Incoming Intelligence Chief Plans To Ease Hiring Of Arab Americans

Team Infidel

Forum Spin Doctor
Washington Post
February 7, 2007
Pg. 15

By Walter Pincus, Washington Post Staff Writer
The incoming director of national intelligence, retired Navy Vice Adm. John M. McConnell, plans to change security rules to make it easier for intelligence agencies to hire first-generation Arab Americans for highly sensitive jobs.
These rules, dating from World War II, limit intelligence agencies' ability to employ first-generation Americans "who might have native language capabilities from serving in some of these very sensitive positions in the intelligence community" and hinder efforts to deal with radical Islam, McConnell said during his confirmation hearing Friday before the Senate Select Committee on Intelligence.
The rules McConnell described are in a directive from the director of central intelligence, or DCI. They require citizenship verification for access to the most highly classified data, known as sensitive compartmented information.

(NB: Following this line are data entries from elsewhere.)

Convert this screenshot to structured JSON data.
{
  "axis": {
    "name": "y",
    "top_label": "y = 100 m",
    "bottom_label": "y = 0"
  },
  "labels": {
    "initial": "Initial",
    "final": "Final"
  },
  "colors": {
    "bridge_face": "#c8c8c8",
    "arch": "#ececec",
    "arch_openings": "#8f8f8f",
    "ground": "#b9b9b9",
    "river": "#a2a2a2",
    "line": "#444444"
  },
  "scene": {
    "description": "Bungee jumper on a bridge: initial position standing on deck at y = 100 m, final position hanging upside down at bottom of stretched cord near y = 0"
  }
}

For the foreign-born, there must be verification of U.S. citizenship and legal status in this country of immediate family members, including "spouse, cohabitant, father, mother, sons, daughters, brothers, sisters," the directive states.
Another element that must be considered when hiring is "foreign influence," according to adjudication guidelines that the White House adopted in December 2005. One section of the guidelines refers to "contact with a foreign family member, business or professional associate, friend, or other person who is a citizen of or resident in a foreign country if that contact creates a heightened risk of foreign exploitation, inducement, manipulation, pressure, or coercion."

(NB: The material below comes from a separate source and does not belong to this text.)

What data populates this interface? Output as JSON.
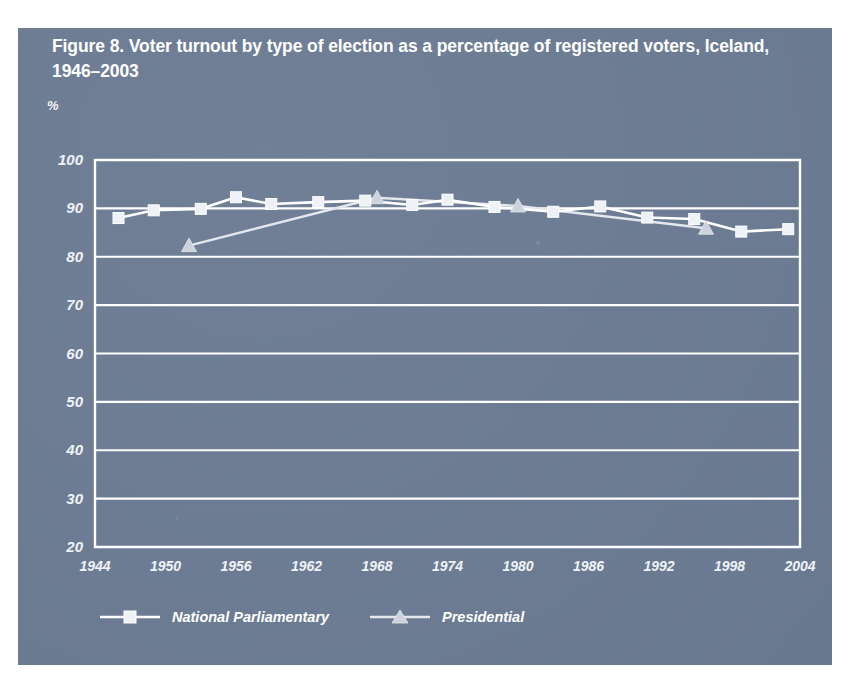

An intelligence agency chief can waive these criteria, but McConnell said he wants to change them because they constitute "one of the areas that needs probably the greatest deal of attention and improvement . . . using people who speak the native language, understand the culture and the tribal conditions."

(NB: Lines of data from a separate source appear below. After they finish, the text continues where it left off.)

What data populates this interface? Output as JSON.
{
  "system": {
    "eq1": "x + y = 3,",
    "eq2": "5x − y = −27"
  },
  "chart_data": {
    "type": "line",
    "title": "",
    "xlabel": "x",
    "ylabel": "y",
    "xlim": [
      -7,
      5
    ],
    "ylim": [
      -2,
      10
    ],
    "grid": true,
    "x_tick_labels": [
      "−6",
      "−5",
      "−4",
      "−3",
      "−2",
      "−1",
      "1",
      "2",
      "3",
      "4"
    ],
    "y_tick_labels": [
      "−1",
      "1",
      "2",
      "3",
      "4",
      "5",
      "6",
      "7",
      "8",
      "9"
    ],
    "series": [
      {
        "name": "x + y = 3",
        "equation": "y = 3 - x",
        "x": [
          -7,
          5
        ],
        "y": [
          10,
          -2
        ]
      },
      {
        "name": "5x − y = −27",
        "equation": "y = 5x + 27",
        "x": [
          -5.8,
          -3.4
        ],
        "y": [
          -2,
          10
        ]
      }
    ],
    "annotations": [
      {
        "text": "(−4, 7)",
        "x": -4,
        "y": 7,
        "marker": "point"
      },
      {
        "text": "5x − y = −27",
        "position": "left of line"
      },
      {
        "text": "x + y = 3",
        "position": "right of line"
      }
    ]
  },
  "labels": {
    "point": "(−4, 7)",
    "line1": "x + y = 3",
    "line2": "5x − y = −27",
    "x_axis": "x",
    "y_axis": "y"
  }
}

A spokesman for the Office of the Director of National Intelligence said yesterday that he could not comment directly because McConnell has yet to be confirmed. But, as part of transforming the old DCI directives into the new "intelligence community directives," the spokesman said, "the issue of first-generation access will be addressed."
McConnell is not the first to raise the issue, though his proposal to alter the relevant security rules goes further than did his predecessor's. In his farewell address as national intelligence director on Jan. 19, John D. Negroponte talked about the need to "tap into the great diversity of ethnicities and talents our nation possesses" and "increase training and education in foreign language."
In April 2005, former CIA case officer Lindsay Moran raised concerns about language expertise and security on PBS's "The NewsHour with Jim Lehrer." No one in her initial training class, she said, "spoke any of the languages that the CIA needs to go after terrorist groups, such as Arabic, Pashtu or Urdu."
And, she added, "The agency has completely ignored a whole pool of potential employees of second-generation Americans . . . because there's this inherent distrust of foreigners within the agency, they're unwilling to hire these kinds of people -- exactly the kinds of people that we need in order to gather effective intelligence in the Middle East."